Climbing into the cab, she brushes away the glass on the seat with a dripping sleeve, then scoots over and gently pulls the man backwards by his sweatshirt.

‘Can you hear me?’ But he can’t hear her because he’s dead, a branch buried deep in his eye socket. Mika jumps back, relieved when the man slumps forward again, the grisly eye no longer looking at her blankly.

What have I done?

Leaning back in the passenger seat, Mika lets the rain wash down her face. Then she bursts into tears.

Subscribe to SHORTCUTS for NZ $3.33/month | Purchase at Amazon | Purchase at Kobo (Available 3 April 2015)

Share this:
Posted on

Introducing SHORTCUTS

shortcuts banner_1-2-3

Paper Road Press aims to bring you ‘books from beyond the beaten track’, but just for now we’d like to lead you down one path in particular. Take a shortcut to strange worlds past, present and future with our new series of science fiction and fantasy novellas inspired by Aotearoa New Zealand.

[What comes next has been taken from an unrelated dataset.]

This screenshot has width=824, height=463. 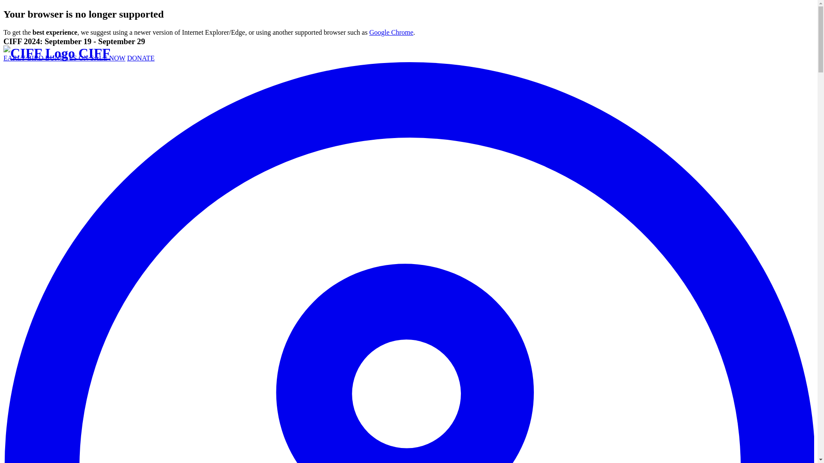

Interdimensional forests, atomic ghosts and future tech gone horribly wrong abound in SHORTCUTS | Track 1, the first story of which will be launched this Easter. Keep an eye out on Amazon and Kobo, or subscribe now to receive the ebook direct to your inbox when it goes live.

The first book in the SHORTCUTS series is Mika, by Lee Murray and Piper Mejia. Tomorrow we’ll be posting an excerpt from the start of Lee and Piper’s story of one woman’s strange American odyssey.